Genetic, clinical, and biological risk factors associated with optic nerve thinning in sickle cell disease.
Siab Medhi, Vienne-Jumeau Aliénor, Romana Marc, Belhadia Chahine, Laurent Erika, Etienne-Julan Maryse, Connes Philippe, Beral Laurence
AI Summary
Adults with sickle cell disease exhibit subclinical optic nerve thinning linked to genotype, retinopathy, and vaso-occlusive events. OCT combining BMO-MRW, RNFL, and GCC can guide risk-stratified surveillance for early detection.
Abstract
Objectives
To determine whether adults with sickle cell disease (SCD) without glaucoma exhibit subclinical structural optic neuropathy (SON) on optical coherence tomography (OCT) and to identify genetic, clinical, and biologic correlates of optic nerve thinning.
Methods
Monocentric, retrospective cross-sectional study of 185 eyes from 96 adults with SCD (116 eyes/59 HbSS; 69 eyes/37 HbSC) and 40 eyes from 20 controls. Spectral-domain OCT measured Bruch's membrane opening-minimum rim width (BMO-MRW), peripapillary retinal nerve fibre layer (RNFL), and macular ganglion cell complex (GCC). SON was defined as concordant thinning across all three parameters. Patient-clustered models with Holm adjustment compared groups; multivariable clustered logistic regression identified risk factors.
Results
Compared with controls, SCD eyes showed thinner BMO-MRW, RNFL, and GCC (all p < 0.001). Within SCD, HbSC exhibited greater thinning than HbSS, especially in temporal and superonasal BMO-MRW sectors and RNFL average, inferotemporal, and superotemporal sectors. Proliferative SCR showed more pronounced loss than non-proliferative disease, including lower BMO-MRW, temporal RNFL thinning, and global GCC reduction. Haemoglobin correlated positively with BMO-MRW in HbSS (ρ = 0.41, p = 0.001), haematocrit tended toward a negative association with RNFL in HbSC (ρ = -0.29, p = 0.06), and reticulocytes were inversely associated with GCC in HbSS (ρ = -0.25, p = 0.038) and HbSC (ρ = -0.31, p = 0.038). Older age, recent acute chest syndrome, and ≥1 vaso-occlusive crisis within 2 years independently increased SON odds, whereas higher haemoglobin was protective.
Conclusions
Adults with SCD show OCT-detectable subclinical SON linked to genotype, retinopathy stage, anaemia severity, and vaso-occlusive burden; combined BMO-MRW, RNFL, and GCC may aid risk-stratified surveillance.
Key Concepts6
Adults with sickle cell disease (SCD) without glaucoma showed thinner Bruch's membrane opening-minimum rim width (BMO-MRW), peripapillary retinal nerve fibre layer (RNFL), and macular ganglion cell complex (GCC) compared with controls (all p < 0.001).

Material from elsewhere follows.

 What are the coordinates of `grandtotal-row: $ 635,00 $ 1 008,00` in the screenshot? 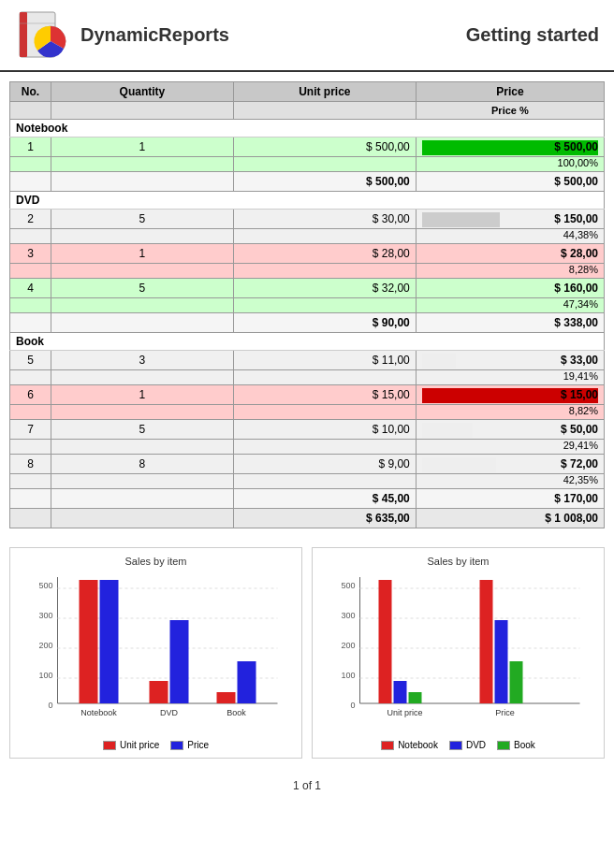 It's located at (307, 518).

Within sickle cell disease (SCD) patients, HbSC genotype exhibited greater optic nerve thinning than HbSS genotype, specifically in temporal and superonasal BMO-MRW sectors and RNFL average, inferotemporal, and superotemporal sectors.

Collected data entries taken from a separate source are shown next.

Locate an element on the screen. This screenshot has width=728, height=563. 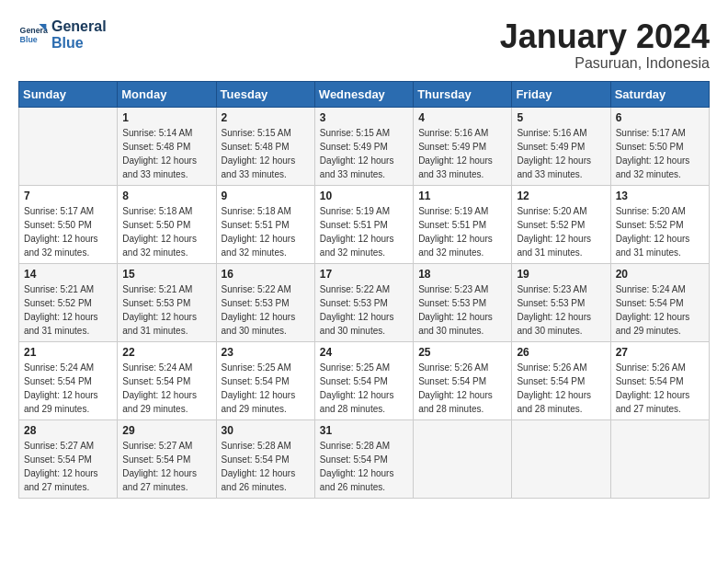
week-row-3: 14Sunrise: 5:21 AM Sunset: 5:52 PM Dayli… is located at coordinates (364, 302).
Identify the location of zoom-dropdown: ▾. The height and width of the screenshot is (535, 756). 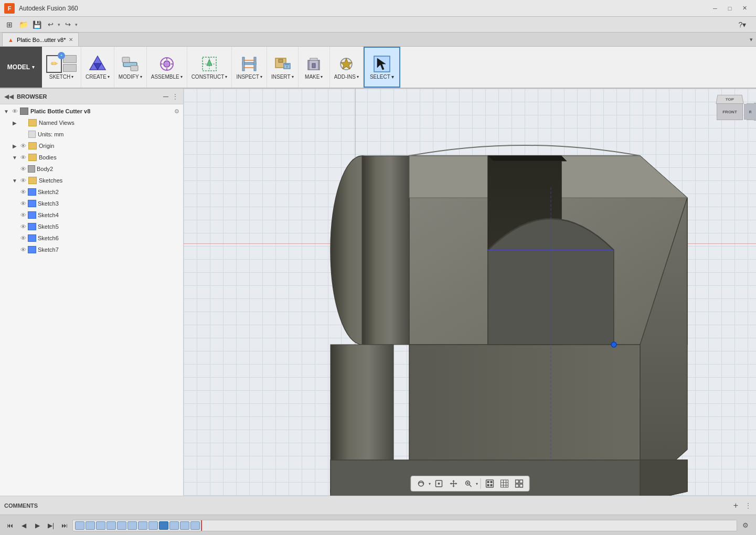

Proliferative sickle cell retinopathy (SCR) showed more pronounced optic nerve loss than non-proliferative disease, including lower BMO-MRW, temporal RNFL thinning, and global GCC reduction.
Older age, recent acute chest syndrome, and ≥1 vaso-occlusive crisis within 2 years independently increased the odds of subclinical structural optic neuropathy (SON) in adults with sickle cell disease, whereas higher haemoglobin was protective.
Haemoglobin correlated positively with BMO-MRW in HbSS patients (ρ = 0.41, p = 0.001), haematocrit tended toward a negative association with RNFL in HbSC patients (ρ = -0.29, p = 0.06), and reticulocytes were inversely associated with GCC in HbSS (ρ = -0.25, p = 0.038) and HbSC (ρ = -0.31, p = 0.038) patients.
This monocentric, retrospective cross-sectional study investigated 185 eyes from 96 adults with sickle cell disease (116 eyes/59 HbSS; 69 eyes/37 HbSC) and 40 eyes from 20 controls to identify correlates of optic nerve thinning.